The Death of Marcus Aurelius

The Death of Marcus Aurelius

Thursday, October 12, 2023

The Liberal Arts 1


While a liberal arts model can take on a variety of specific forms, depending upon time and circumstance, we are well advised to keep the basic framework of the trivium and quadrivium in mind. They are not “subjects” in the contemporary sense, or compartmentalized topics to be covered by predetermined outcomes, but rather integrated methods of learning, which proceed in an orderly manner. In the simplest of terms, the trivium teaches us how to speak, think, and write with truth and beauty, while the quadrivium inspires us to examine any and all subjects by describing and explaining their structure and harmony.

Education in the trivium, from the ancient world to the present day, asks the student to proceed to master letters, i.e. to become literate, by degrees: first by mastering grammar, then by applying one’s mind to the study of logic, then by combining these studies into the art of rhetoric. These “ways” of free-thinking into intellectual liberty progress from language itself to thought itself, and then (and only then) to argument, since argument combines structures of language with structures of thought in an unassuming, unaffected, and hence compelling manner.

Intersecting with the student’s immersion in the arts of the trivium should be the crossroads of the sciences. Viewed through the lens of liberal education, however, not just any sciences can take the place of the quadrivium, the mastery of which requires, once again by degrees, the study of number per se (arithmetic), number spatially conceived (geometry), number temporally grasped (music, with an emphasis on interval, balance, proportion, and harmony), and all of the above combined into a single, unified whole, traditionally represented in the subject of astronomy, in which number is instantiated in itself as well as in time and in space (thereby combining the “virtues” of arithmetic, music, and geometry, respectively).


▸ **EXERCISE REQUIREMENTS**:
Throughout the material, some lines may have the word "bbox". Count them and give the number only.

** DATA FOR ANALYSIS follows **

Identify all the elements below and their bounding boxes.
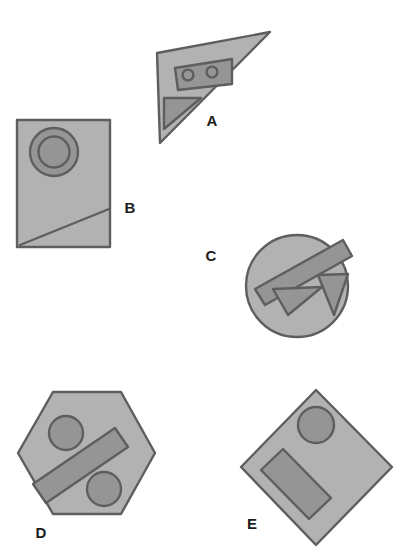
shape-label-e: E bbox=[247, 515, 257, 532]
shape-b-inner-ring bbox=[39, 137, 70, 168]
shape-d-circle-bottom bbox=[87, 472, 121, 506]
shape-label-d: D bbox=[36, 524, 47, 541]
shape-a-inner-circle-left bbox=[183, 70, 194, 81]
shape-label-a: A bbox=[207, 112, 218, 129]
geometric-shapes-figure: ABCDE bbox=[0, 0, 410, 560]
shape-d-circle-top bbox=[49, 416, 83, 450]
shape-label-c: C bbox=[206, 247, 217, 264]
shape-a-inner-circle-right bbox=[207, 67, 218, 78]
shape-label-b: B bbox=[125, 199, 136, 216]
shape-e-circle-top bbox=[298, 407, 334, 443]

** End of DATA FOR ANALYSIS **

▸ **EXPECTED ANSWER**:
12